But she will spend today in her flat, "away from any tall buildings".
She will talk to her Oamaru-based father and other close friends on the phone, and will remember her close friend Kelly and other workmates killed in the quake.
"I try and focus on moving on with life. But building up to the anniversary, especially last week, I was quite emotional," Ms Fuller said.
While moving to Auckland last November had been "brilliant", it had also made last year's trauma feel more her own.
"You feel more isolated. In Christchurch, there are so many people affected. There are people around that have so many stories."
On the day of the tragedy, Ms Fuller had decided to take a late lunch - "it makes the afternoon go quicker" - and was still in the office when the magnitude 6.3 quake struck.
She thought it was just another aftershock, but then it got "very, very violent".
She was crouching to get under her desk when the ceiling fell in. Rubble landed on her right hand and pinned her in place.
In the dark, Ms Fuller called out to work colleagues and got a response.
Her "cave" of concrete and glass was soon lit up by her out-of-reach cellphones flashing with messages and phone calls from worried friends and family.
"I started praying to God and to my Mum. Because my Mum died when I was 21. I said, 'Mum, you've got to help me get out of here'."
One of the women trapped nearby used her cellphone to contact her fiance and updated the others on rescuers' efforts.
About half an hour before she was freed, Ms Fuller reached her cellphone and called her father. "I just said, 'I'm OK, but my hand's trapped.' He said, 'You'll be fine.' I said, 'No, Dad, my hand's not good'."
Adrenalin meant she was numb to the pain, and the six hours trapped felt like three.
Ms Fuller could hear clapping as people were freed, and eventually it was her turn.
When rescuers cut through her desk and tilted it off her hand, she saw that three of her fingers were left behind. "That's when I lost it. It was like looking at a film. It wasn't my hand - it was purple, it was not nice."
Two days later, Ms Fuller was taken for surgery on her hand, but she refused to be put under a general anesthetic. "I said, 'I don't care how sore my hand is, if there's an aftershock, I'm off this table and out of here'."
More surgery and equipment such as special pens and computer software enabled Ms Fuller finally to return to work.
Today she sometimes gets the "phantom" feeling that her fingers are still there.
She still gets a lot of pain, but said going to work every day 17 storeys up and refusing to let her injury interfere with her life were important, given what others had lost.
"[My injury] is nothing, really ... The main thing for me is I realised that life is too short ... and not to take things for granted."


PROBLEM STATEMENT:
From the line containing "This screenshot has width=694, height=365." down to the last line of the listing, quote everything word for word, and nothing else, keeping pictures out.
#### THE RECORDS
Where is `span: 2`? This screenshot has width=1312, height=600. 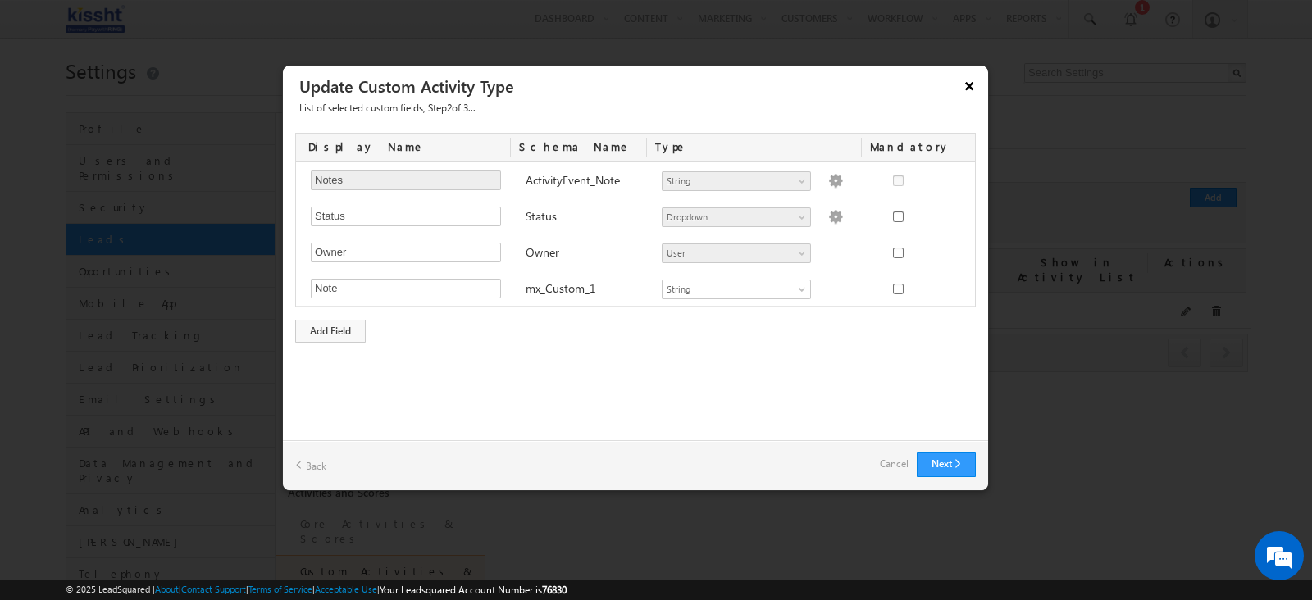 span: 2 is located at coordinates (449, 107).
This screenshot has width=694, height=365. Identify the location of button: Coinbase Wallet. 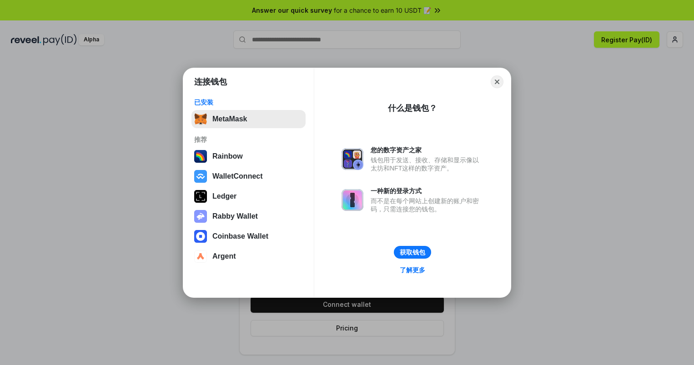
(248, 236).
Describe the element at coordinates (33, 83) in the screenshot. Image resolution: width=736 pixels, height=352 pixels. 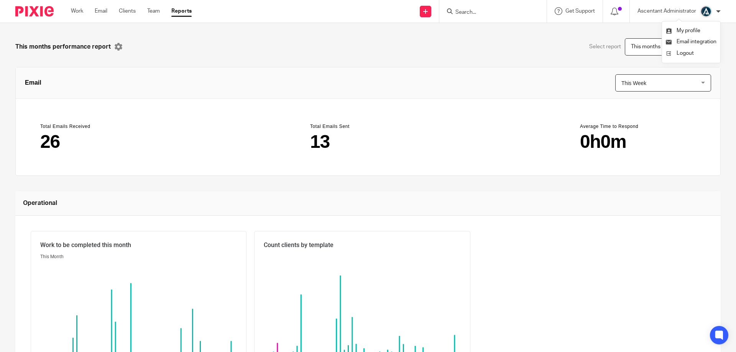
I see `span: Email` at that location.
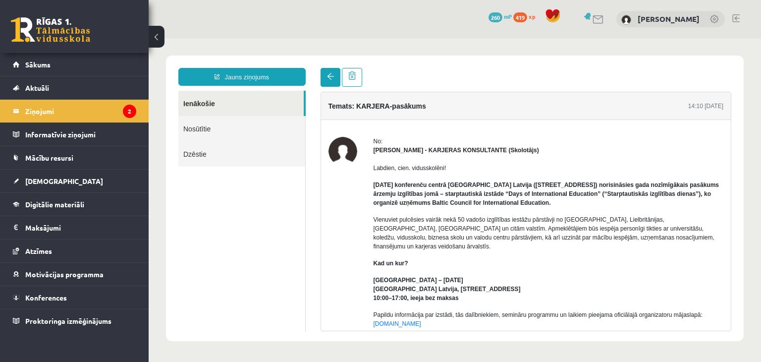 This screenshot has width=761, height=362. What do you see at coordinates (51, 30) in the screenshot?
I see `a: Rīgas 1. Tālmācības vidusskola` at bounding box center [51, 30].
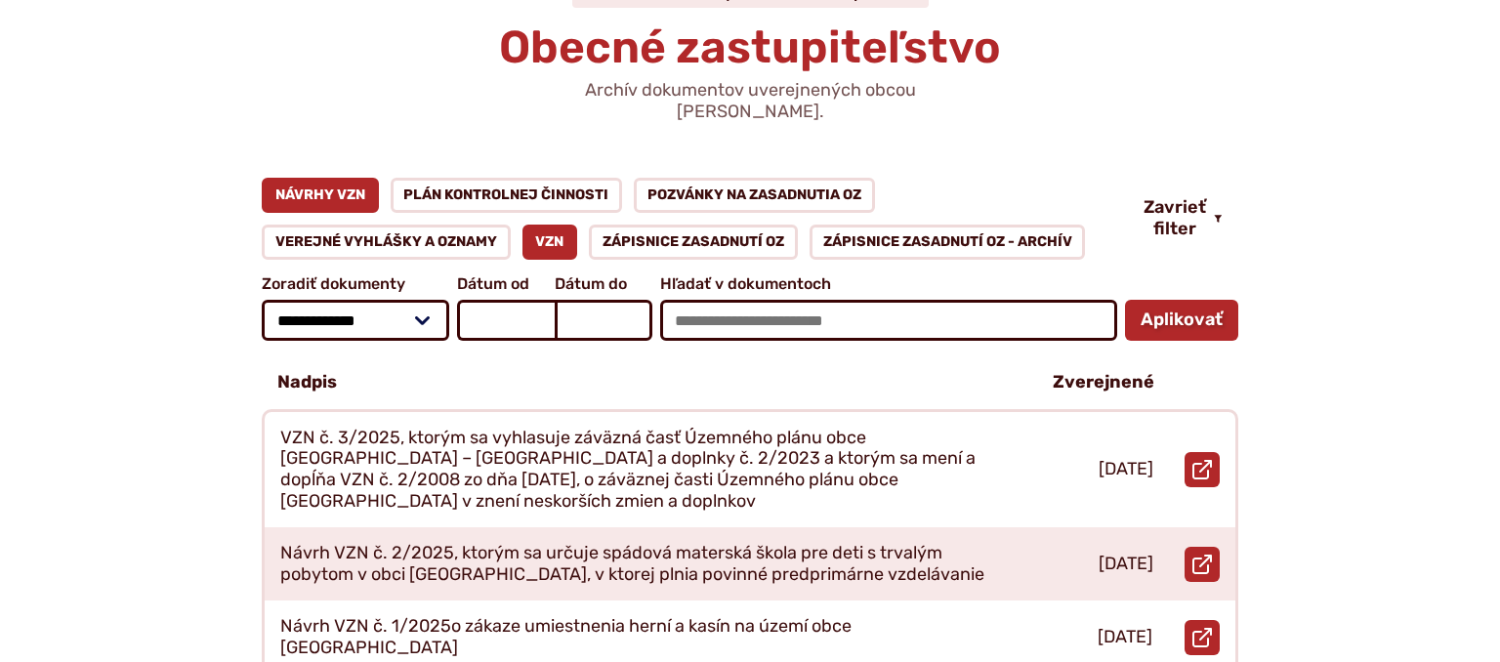  Describe the element at coordinates (754, 195) in the screenshot. I see `a: Pozvánky na zasadnutia OZ` at that location.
########
ANSWER TO THIS EXERCISE:
This screenshot has width=694, height=365. Identify the location of button: Coinbase Wallet. 
(248, 236).
Describe the element at coordinates (33, 83) in the screenshot. Image resolution: width=736 pixels, height=352 pixels. 
I see `span: Email` at that location.
 This screenshot has width=761, height=362. What do you see at coordinates (51, 30) in the screenshot?
I see `a: Rīgas 1. Tālmācības vidusskola` at bounding box center [51, 30].
  Describe the element at coordinates (754, 195) in the screenshot. I see `a: Pozvánky na zasadnutia OZ` at that location.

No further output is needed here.